Netflix Suddenly Cares About Net Neutrality Again After Comcast’s Peacock NFL Success
You might recall that back during the net neutrality wars Netflix was a notable supporter of the concept, arguing that big ISPs shouldn't be able to pick and choose winners and losers on their networks, or use their monopoly over broadband access to undermine competition over their networks.
Then, you might recall that as Netflix became bigger and more powerful, it basically stopped caring about the concept, CEO Reed Hastings even going so far as to brush off the Trump administration's fraud prone reversal of the popular rules as largely unimportant to the now-successful company.
Now that the Biden administration is on the cusp of once again restoring the rules, Netflix apparently cares again. Maybe. In a recent filing with the FCC (spotted by Policyband), Netflix noted that net neutrality was important because ISPs are incentivized to abuse a lack of broadband competition to undermine competitors in streaming (duh):
It is very difficult for a person to change ISPs: Switching costs are high and competition is insufficient to thwart non-neutral behavior. If an ISP blocks or throttles content requested by a subscriber, that subscriber cannot immediately access the content from another ISP."
So what got Netflix to care again about a subject it clearly stopped caring about? Apparently it got nervous watching Comcast host its first-ever exclusive NFL game on Peacock a few weekends ago, which it references in the filing both specifically, and more broadly:
Many ISPs have affiliated Pay TV and/or streaming content services that directly compete with independent, online content companies. ISPs with affiliated services have a clear incentive to advantage their affiliated services by either degrading the quality of their competitors' content or increasing their competitors' costs."
That's quite a tonal shift from Hastings' comments back in 2018, when he stated they weren't really worried about it because Netflix was now wealthy enough to afford telecom troll tolls. Since then, Netflix has faced considerably more competition in the streaming space, and has shifted from innovation and disruption to, as all big companies do eventually, nickel-and-diming users and turf protection.
While Netflix's positions here are clearly both vacillating and self serving, that doesn't mean net neutrality still isn't important.
Restoring the Title II classification of ISPs that underpins net neutrality restores the FCC's ability to protect consumers from the monopolistic whims of Comcast or AT&T. And, regardless of the uninformed opinions of folks who don't think that matters, it remains important to have a federal regulator with the authority to meaningfully police bad actors in the very broken U.S. broadband space.
Big ISPs didn't abuse the Trump-era repeal of the rules because they didn't want to violate the numerous state laws that popped up in the wake of the federal repeal. That doesn't mean they still aren't keen to find creative new ways to price gouge consumers or undermine online service competitors, whether it's a giant like Netflix or some smaller company just getting its footing.
That said, I'd still argue that the net neutrality debate at this point tends to obfuscate the real underlying cause of net neutrality, privacy, or other violations in the first place: consolidated telecom monopoly power, the muted competition it creates, and the federal and state corruption that protects it.
Most U.S. lawmakers and regulators (across both parties) not only don't have policy solutions for this problem, they're very often not even capable of admitting the sector's very obvious monopoly/duopoly problem even exists.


> [THE TASK] No pictures go in the copy; everything else in the records below must be output exactly.
*** Begin section ***
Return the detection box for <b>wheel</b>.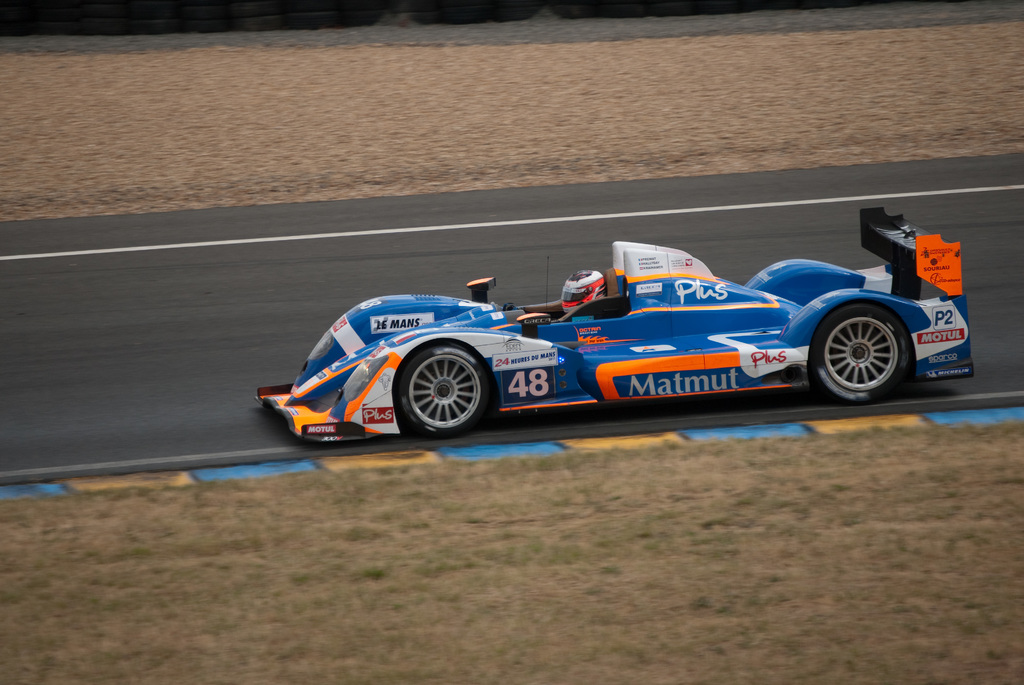
806:300:917:413.
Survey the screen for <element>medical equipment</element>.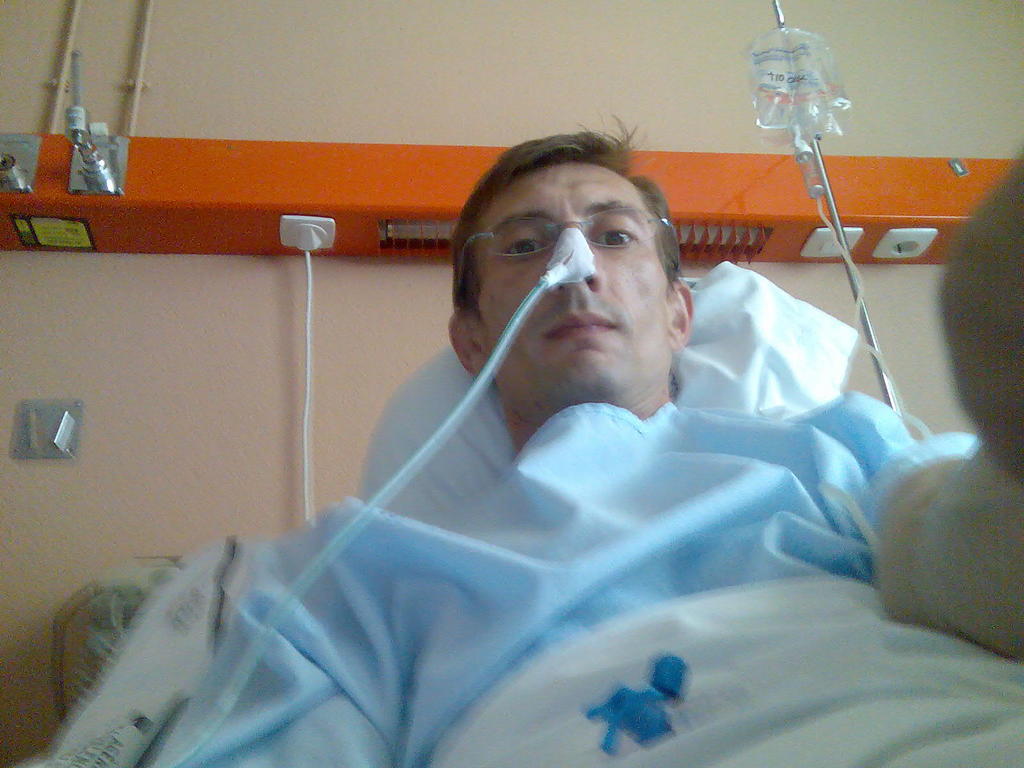
Survey found: x1=166 y1=0 x2=946 y2=767.
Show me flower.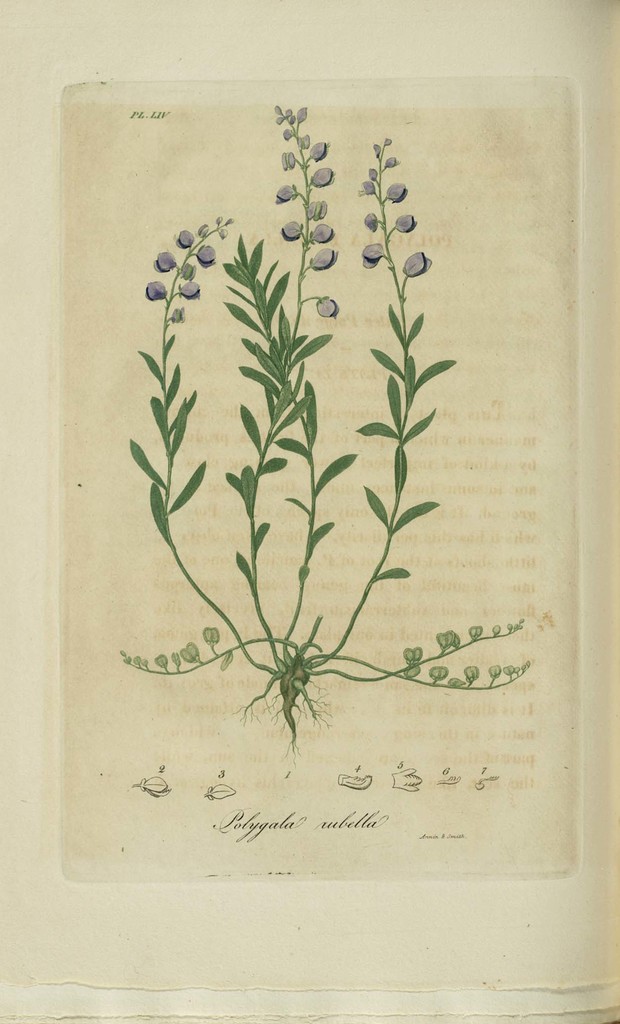
flower is here: {"x1": 264, "y1": 100, "x2": 351, "y2": 333}.
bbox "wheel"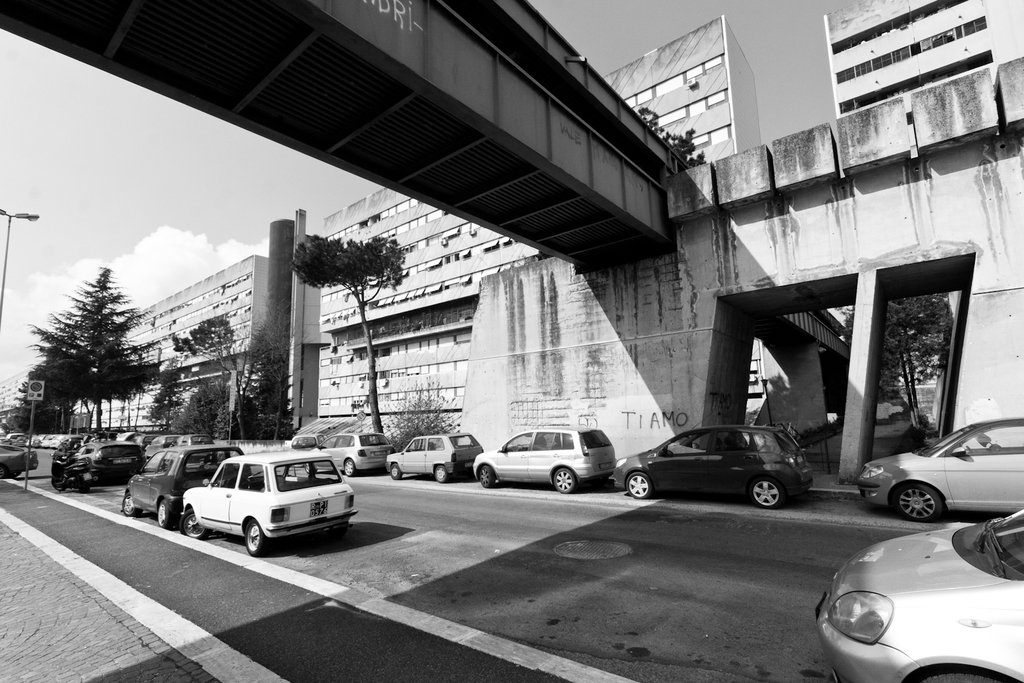
x1=892, y1=483, x2=947, y2=524
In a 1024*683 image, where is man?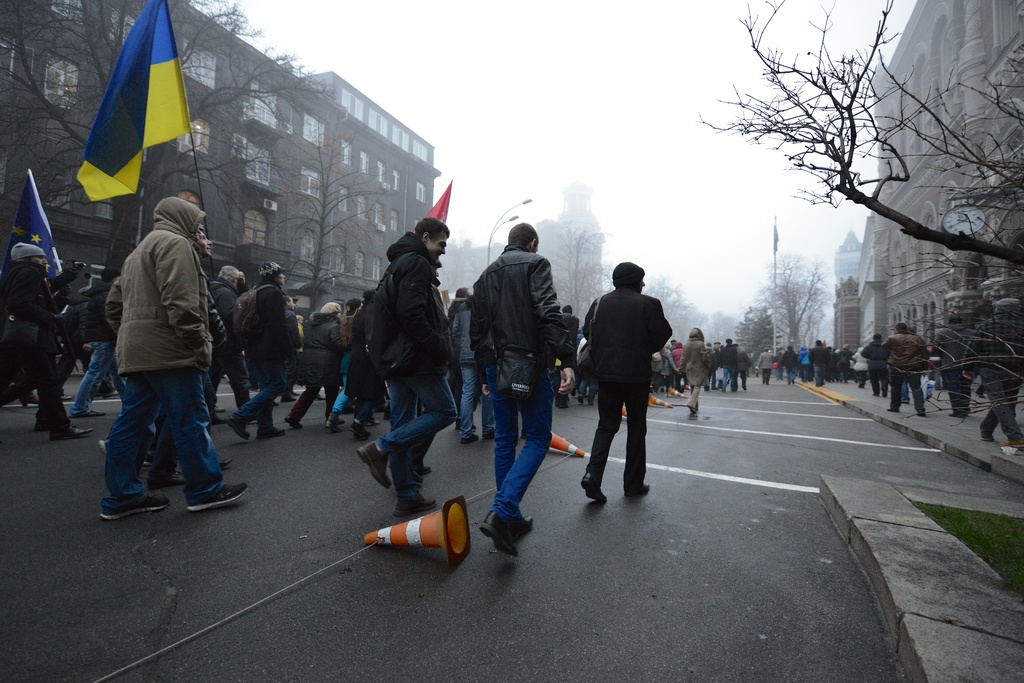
*** End section ***
> [TASK RESPONSE]
Return the detection box for <b>wheel</b>.
806:300:917:413.
Survey the screen for <element>medical equipment</element>.
Survey found: x1=166 y1=0 x2=946 y2=767.
Show me flower.
flower is here: {"x1": 264, "y1": 100, "x2": 351, "y2": 333}.
bbox "wheel"
x1=892, y1=483, x2=947, y2=524
In a 1024*683 image, where is man?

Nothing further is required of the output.